When I was here, four days a week I had a free period and I
would go over to Alumni Hall and make lunch and turn on the television. And
because of the stone construction of the building, I only got one channel
during my years here. It was Channel 13 out of Baltimore. And I used to watch
“The Noon News,” anchored by a young woman named Oprah Winfrey. She knew then,
you could tell in her eyes she knew then where she was headed. And she stood
out because of it.
And another confession: every day that I walked across this
campus, I did so harboring a huge secret. I would sooner die than admit it to
those in my dorm or those in my classrooms. I would sooner die than admit it to
my buddy and dorm mate Eddie, he of “Rock Lobster” fame. My secret was that I
planned in my core, I knew I planned to someday, become the anchor and managing
editor of one of only three network evening newscasts someday. That there were
only three jobs like it in the world didn’t scare me at all. It was my secret.
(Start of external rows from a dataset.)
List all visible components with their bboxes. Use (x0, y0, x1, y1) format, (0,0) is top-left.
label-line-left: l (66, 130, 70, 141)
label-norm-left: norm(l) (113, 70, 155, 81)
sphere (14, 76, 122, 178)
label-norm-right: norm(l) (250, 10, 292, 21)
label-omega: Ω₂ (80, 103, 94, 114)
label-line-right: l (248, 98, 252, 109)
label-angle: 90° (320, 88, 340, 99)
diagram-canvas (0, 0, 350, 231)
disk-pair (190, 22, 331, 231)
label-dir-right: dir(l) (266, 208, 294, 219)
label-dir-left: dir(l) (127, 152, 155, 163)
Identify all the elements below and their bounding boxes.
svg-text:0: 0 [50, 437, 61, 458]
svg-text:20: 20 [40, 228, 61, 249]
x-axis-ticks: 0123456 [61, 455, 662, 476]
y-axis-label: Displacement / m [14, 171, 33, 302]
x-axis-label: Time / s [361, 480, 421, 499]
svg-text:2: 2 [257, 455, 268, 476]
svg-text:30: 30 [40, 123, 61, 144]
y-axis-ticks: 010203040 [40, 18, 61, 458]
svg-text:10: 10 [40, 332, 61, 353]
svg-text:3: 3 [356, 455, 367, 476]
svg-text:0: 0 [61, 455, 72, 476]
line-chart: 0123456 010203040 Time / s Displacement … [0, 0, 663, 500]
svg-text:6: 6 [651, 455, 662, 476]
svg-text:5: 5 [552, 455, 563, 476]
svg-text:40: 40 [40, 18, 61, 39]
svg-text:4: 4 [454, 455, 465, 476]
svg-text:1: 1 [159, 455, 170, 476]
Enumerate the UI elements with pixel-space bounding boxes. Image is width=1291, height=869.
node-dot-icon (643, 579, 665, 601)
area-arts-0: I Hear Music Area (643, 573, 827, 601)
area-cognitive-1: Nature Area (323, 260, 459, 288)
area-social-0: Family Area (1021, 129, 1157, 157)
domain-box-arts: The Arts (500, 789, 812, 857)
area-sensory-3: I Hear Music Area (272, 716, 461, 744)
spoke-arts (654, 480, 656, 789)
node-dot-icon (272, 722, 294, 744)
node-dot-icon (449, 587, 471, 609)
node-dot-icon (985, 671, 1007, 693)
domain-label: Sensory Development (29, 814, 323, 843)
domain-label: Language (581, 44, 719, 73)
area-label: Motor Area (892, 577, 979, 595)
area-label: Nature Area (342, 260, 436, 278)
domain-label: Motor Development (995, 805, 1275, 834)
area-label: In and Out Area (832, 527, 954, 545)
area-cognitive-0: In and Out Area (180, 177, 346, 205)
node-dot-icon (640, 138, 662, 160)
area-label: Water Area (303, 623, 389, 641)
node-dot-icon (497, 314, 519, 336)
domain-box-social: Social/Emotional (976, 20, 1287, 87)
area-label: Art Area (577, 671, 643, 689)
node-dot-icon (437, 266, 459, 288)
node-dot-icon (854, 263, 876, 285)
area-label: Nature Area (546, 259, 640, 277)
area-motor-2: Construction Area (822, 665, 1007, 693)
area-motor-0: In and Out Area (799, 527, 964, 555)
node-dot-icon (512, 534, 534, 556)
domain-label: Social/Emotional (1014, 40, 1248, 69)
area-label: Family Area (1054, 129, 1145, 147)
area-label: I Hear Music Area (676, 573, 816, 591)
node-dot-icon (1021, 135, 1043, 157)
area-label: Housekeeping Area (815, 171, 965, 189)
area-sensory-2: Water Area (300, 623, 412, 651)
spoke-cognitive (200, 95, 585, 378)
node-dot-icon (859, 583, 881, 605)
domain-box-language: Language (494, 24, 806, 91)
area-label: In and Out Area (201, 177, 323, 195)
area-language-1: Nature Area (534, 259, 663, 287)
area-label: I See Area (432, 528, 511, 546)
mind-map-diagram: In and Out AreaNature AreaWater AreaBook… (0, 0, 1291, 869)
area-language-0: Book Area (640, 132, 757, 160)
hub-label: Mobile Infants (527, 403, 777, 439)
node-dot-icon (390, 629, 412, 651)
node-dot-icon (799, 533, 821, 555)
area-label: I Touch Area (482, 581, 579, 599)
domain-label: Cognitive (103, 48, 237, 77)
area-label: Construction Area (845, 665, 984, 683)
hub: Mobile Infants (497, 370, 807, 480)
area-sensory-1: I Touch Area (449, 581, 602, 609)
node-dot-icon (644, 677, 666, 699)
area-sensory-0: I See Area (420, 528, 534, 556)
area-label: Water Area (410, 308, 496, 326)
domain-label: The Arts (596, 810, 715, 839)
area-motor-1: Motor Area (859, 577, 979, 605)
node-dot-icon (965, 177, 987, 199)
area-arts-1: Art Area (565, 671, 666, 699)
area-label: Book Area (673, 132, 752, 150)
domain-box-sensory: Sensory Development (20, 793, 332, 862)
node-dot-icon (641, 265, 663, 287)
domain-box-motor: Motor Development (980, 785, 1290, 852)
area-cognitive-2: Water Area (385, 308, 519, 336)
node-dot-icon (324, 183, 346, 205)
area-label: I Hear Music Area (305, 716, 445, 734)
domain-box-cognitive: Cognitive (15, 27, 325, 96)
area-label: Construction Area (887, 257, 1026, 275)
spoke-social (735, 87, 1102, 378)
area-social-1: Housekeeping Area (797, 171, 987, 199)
We get back now to the advantage you have today over me.
Effective today you have a degree from a great university. You have the
grounding and community and blessing that a Catholic university education can
bring. All of you have embedded in you that idea. That far-flung,
don’t-tell-anybody-they’ll-laugh-me-out-of-the-room idea. You have it and you
know you have it. Hold on tight to it. As they say, never let it go. No
excuses, either. Yes, much will be expected of all of you. But much more is
available to you. You grew up in a great nation. You are the very best there is
and never forget that. There is nowhere you can’t go. Please take us with you.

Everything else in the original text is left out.